Marketing automation is not campaign management and campaign management is still not marketing automation. While the gap certainly narrowed in 2010 these two tools were born and bred to do different things. If you see an Eloqua or Marketo in the room with a Unica or Alterian, someone is in the wrong room.
Understanding the differences begins with an understanding of the tools heritages.
Marketing Automation
Marketing automation was born out of the need to help marketers more tightly integrate their activity across email, website, and CRM (SFA really) channels. More specifically, however, these tools also focused specifically on marketers chasing the considered purchase, usually B2B, where an individual sale is worth hundred, thousands, or even millions.
Campaign Management
In contrast, campaign management came into being to help mass direct marketers manage and more finely tune their segmentation strategies. Here the focus is really on list generation and using customer data as branching forks in an effort to get the right number of bodies into a specific bucket.
Common Ground
Where there is overlap between the two, which is a significant commonality – like Presbyterian to Lutheran, rather than Christian to Muslim, is that both are built around the concept of the customer. With any tool worth its salt, you’d expect to find the customer at the core with campaigns and channels building out.
Key Differences
From there though, the differences mount:
Industry
Eloqua
- Business Services
- Consulting
- Investments
- Real Estate
- Software
- Sports
Alchemy
- Banking
- CPG
- Government
- Retail
- Telecom
- Travel
Scale
Eloqua was built to evaluate and move high worth prospects through the sales process. Necessarily, the pipe, or size of the prospect universe the tool was intended to serve numbers in the hundreds or thousands. As trumpeted by a customer quote on the Eloqua site, “… we are sending 1000’s of emails every day …”

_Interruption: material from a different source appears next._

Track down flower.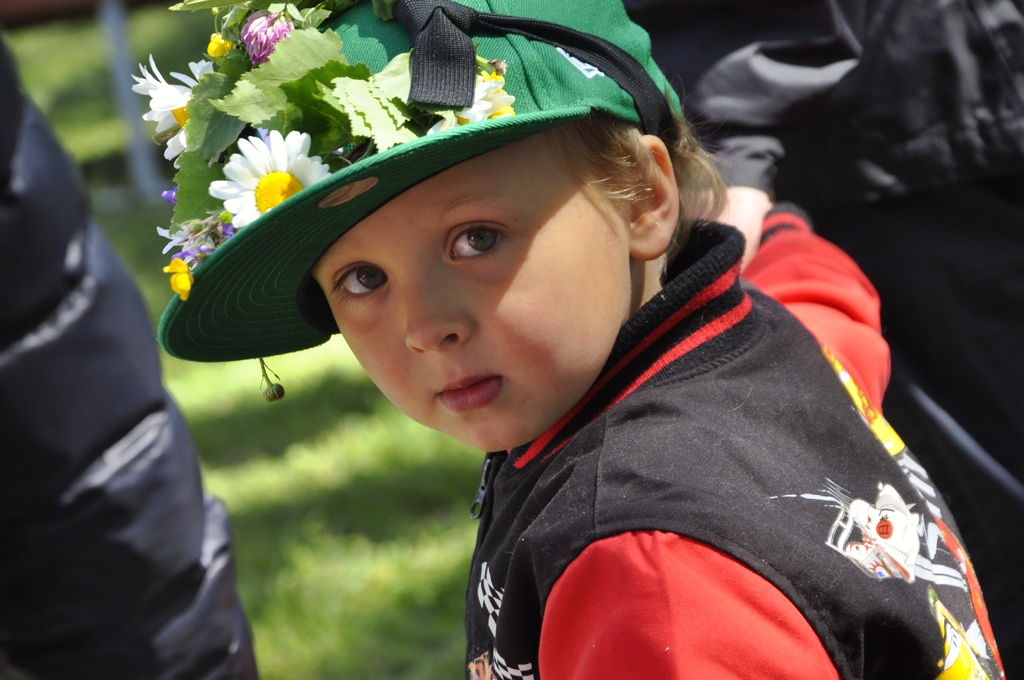
Tracked to [132,56,213,168].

Alchemy, on the other hand, was built to handle prospect universes that run well into the millions and consume and serve up environments measured in terabytes (1TB = 1,000GB = huge ass database). The Alchemy email gun doesn’t break a sweat until you get into the 100’s of millions of emails sent.
Channels
Eloqua is focused exclusively on the online channels. As described by their CTO Steven Woods, they are all about “Digital Body Language”. They have tried to wrapper events and “digital to print” services, but really these are shoe horned in.
Alchemy is more channel agnostic. The focus is on getting the customer into the right bucket at the bottom of a tree (e.g., visually, think of a branching org chart). From there, campaigns can be pushed out to direct mail drops, email, SMS, mobile, etc.
Integration
Eloqua was built to integrate really with one thing – the CRM, and it does it well. Eloqua supports 2-way integration to a number of CRM’s like Salesforce.com, MSCRM, SalesLogix, etc.

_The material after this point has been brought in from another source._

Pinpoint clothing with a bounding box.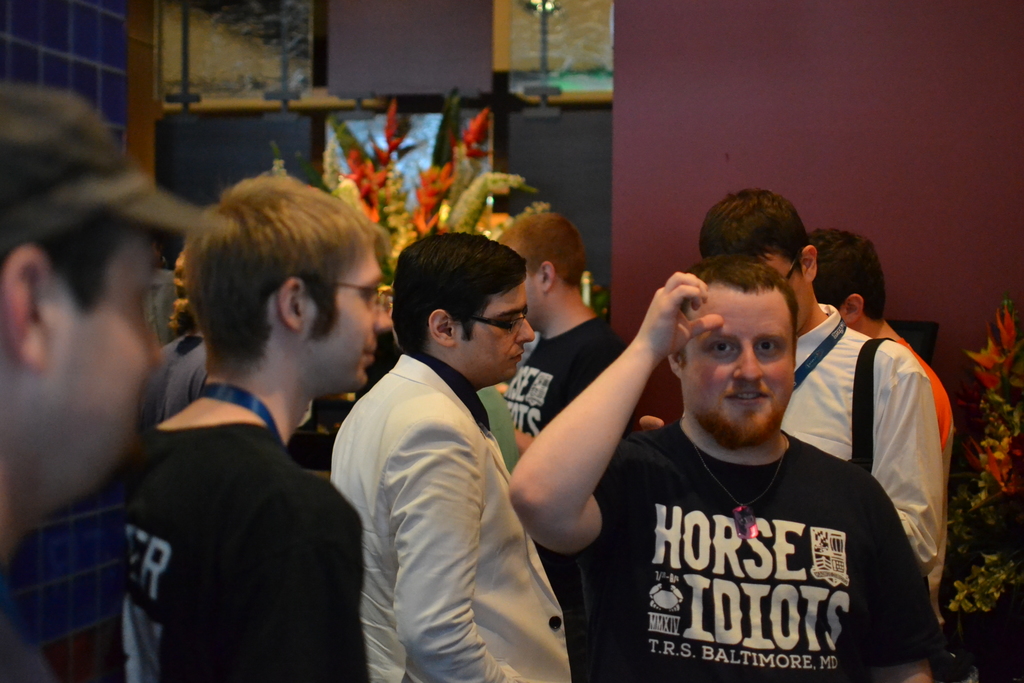
x1=484, y1=317, x2=637, y2=597.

Alchemy was built to be an agnostic data hub. As such, it’s very easy to plug it into the variety of data sources you encounter across the enterprise. While you get way more variety, things are batch or trigger driven as opposed to a true 2-way synch.
Flexibility
Out of the box, with Eloqua, you get a prebuilt data model and framework for approaching how you do things. If what you do maps to their “lead management methodology”, then it can be a great head start. If, however, you have a different approach, or something customized to your organization, then it will be very difficult to bend Eloqua to what you do. Part of the value of Eloqua is changing your approach to match the tool.
Alchemy was designed to be a framework as opposed to a platform. The ramifications of that is that it is basically a blue sky environment. Alchemy provides the tools and you tell it where to go. For an organization with a clear vision of process and direction this is a great option. For one looking for out of the box, plug and play, however, not so much.
Conclusion
Eloqua and Alchemy were built to solve different problems. They are both head of the class in their respective spaces, and while those spaces have some similarities, they are not the same. Here are some guidelines to help you decide:
Eloqua | Alchemy | |
Focus | Lead Management | Customer Segmentation |
Customer Records | 100,000’s | 1,000,000’s |
Scale | Breaks a sweat in the 1M’s | Breaks a sweat in the 100M’s |
Integration | 2-way with SFDC, MSCRM | Easily connect to data sources across the enterprise |
Flexibility | Out-of-the-box lead management tool | Customizable to any campaign management, marketing program |
Channels | Online, Social | Online, Offline, Social |
Which tool you should pick is a function of what you are trying to accomplish. Really, if these two tools show up together, someone is in the wrong room.